It’s summertime, so you know what the NBA does during the summer? They have their summer league in Las Vegas, Nev., and once again the Phoenix Suns will be there in full force and they’ll be led by first-year head coach Jeff Hornacek.
The Suns will travel 12 players – seven rookies, three second year players and two third year players – to take part in the league, which starts next Saturday evening at the Thomas & Mack Center. The Suns will take on the Portland TrailBlazers.
Summer league teams aren’t usually manned by their head coaches (even though Jason Kidd, another rookie head coach, is coaching his Nets team in Orlando, Fla.). Hornacek said it’s a chance to get to know his guys and see where they are in the early going.
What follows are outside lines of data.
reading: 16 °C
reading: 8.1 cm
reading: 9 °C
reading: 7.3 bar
“We’re out there showing them in the summer, because that’s what’s going to carry into the regular season,” Hornacek said. “It gives them an opportunity to really know the level of commitment that we’re asking these guys to give.”
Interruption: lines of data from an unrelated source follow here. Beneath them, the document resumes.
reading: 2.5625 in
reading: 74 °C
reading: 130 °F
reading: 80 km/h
Because the league is only three days, Hornacek and his staff can’t really get in depth with what they’re trying to show these young men. They’re going to have to keep it strictly on the basics of the game and go from there.
“It’ll all be simple stuff,” Hornacek said. “We just want to see how these guys run it, see if anything works well for some of these guys.”
“It’s gonna be much different when you get all of the main players here, but it’s an opportunity to see what they can do,” Hornacek said.
This will be Kendall Marshall’s second summer league with the Suns. Based off his first practice with this group, he can see right away what Hornacek wants out of his guys.
“He wants us to run, he definitely wants us to run,” Marshall said. “We covered some secondary things, drags, getting the ball to the other side of the court, making sure we’re getting our bigs involved.”
“We definitely want to get the ball up the court,” Marshall added.
PJ Tucker, Diante Garrett and the twins, Marcus and Markieff Morris, will join Marshall in Las Vegas next week. For Marshall, things will seem a bit more in place knowing he’ll have some familiar faces lining up next to him in Nevada.
“I guess you can say a veteran summer league team, guys that have been here before,” Marshall said. “We’re not just coming in here to play a couple games and get out of here. We want to win, we want to play together and get up on the right foot before the season.”
Marshall said it’s important to him to be a contributor for the Suns, after having an up and down rookie season for them. In order to do that, he’s got to get off on the right foot during the practices leading up to the summer league and in the summer league itself.
“I wasn’t as consistent as I wanted to be last year, so if I can become more consistent on the defensive end and make my presence felt offensively, getting guys in position to score as well as taking advantage of my own possessions, I think I can have a pretty good summer league,” Marshall said.